● Your task:
Retype, exactly as they appear below, the lines between the line holding "What do you see at coordinates (632, 21)" and the line holding "This screenshot has width=1411, height=794.", both ends included.

● Stored items from a collection:
---

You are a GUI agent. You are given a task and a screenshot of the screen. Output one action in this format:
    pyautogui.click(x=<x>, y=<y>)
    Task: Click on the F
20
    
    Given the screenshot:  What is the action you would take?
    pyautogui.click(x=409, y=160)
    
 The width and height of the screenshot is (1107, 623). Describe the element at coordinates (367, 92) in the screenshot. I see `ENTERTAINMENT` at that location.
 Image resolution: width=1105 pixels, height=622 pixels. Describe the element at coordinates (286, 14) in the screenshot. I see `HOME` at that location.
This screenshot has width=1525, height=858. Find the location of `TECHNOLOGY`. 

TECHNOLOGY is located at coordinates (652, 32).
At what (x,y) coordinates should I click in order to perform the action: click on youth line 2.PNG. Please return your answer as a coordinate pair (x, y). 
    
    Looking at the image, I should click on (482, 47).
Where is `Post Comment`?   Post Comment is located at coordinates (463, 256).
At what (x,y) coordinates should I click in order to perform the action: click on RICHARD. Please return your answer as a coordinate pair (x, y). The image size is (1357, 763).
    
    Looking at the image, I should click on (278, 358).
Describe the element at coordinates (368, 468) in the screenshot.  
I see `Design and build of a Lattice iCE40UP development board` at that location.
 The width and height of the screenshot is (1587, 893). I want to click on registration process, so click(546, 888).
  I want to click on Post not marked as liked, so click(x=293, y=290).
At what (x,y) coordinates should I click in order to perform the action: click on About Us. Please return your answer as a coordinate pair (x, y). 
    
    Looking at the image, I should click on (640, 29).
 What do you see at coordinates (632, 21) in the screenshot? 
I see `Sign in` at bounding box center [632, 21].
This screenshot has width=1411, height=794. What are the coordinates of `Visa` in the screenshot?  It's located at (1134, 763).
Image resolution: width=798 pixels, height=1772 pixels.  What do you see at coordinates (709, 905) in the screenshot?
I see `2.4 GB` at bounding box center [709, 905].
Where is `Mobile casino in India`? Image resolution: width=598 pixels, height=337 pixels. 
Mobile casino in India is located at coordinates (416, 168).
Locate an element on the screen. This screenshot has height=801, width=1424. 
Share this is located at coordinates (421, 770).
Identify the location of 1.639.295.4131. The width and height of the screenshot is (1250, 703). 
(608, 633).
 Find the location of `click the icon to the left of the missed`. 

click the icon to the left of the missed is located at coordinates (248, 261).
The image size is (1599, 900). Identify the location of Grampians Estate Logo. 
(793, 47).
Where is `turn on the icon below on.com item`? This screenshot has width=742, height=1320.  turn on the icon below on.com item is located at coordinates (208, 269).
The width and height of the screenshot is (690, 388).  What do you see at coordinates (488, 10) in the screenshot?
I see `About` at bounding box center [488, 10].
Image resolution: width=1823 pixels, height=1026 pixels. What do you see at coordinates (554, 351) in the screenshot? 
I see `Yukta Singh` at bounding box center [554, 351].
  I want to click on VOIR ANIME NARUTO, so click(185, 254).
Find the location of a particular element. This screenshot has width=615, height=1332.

---

● Completed task:
 What do you see at coordinates (632, 21) in the screenshot? 
I see `Sign in` at bounding box center [632, 21].
This screenshot has width=1411, height=794. What are the coordinates of `Visa` in the screenshot?  It's located at (1134, 763).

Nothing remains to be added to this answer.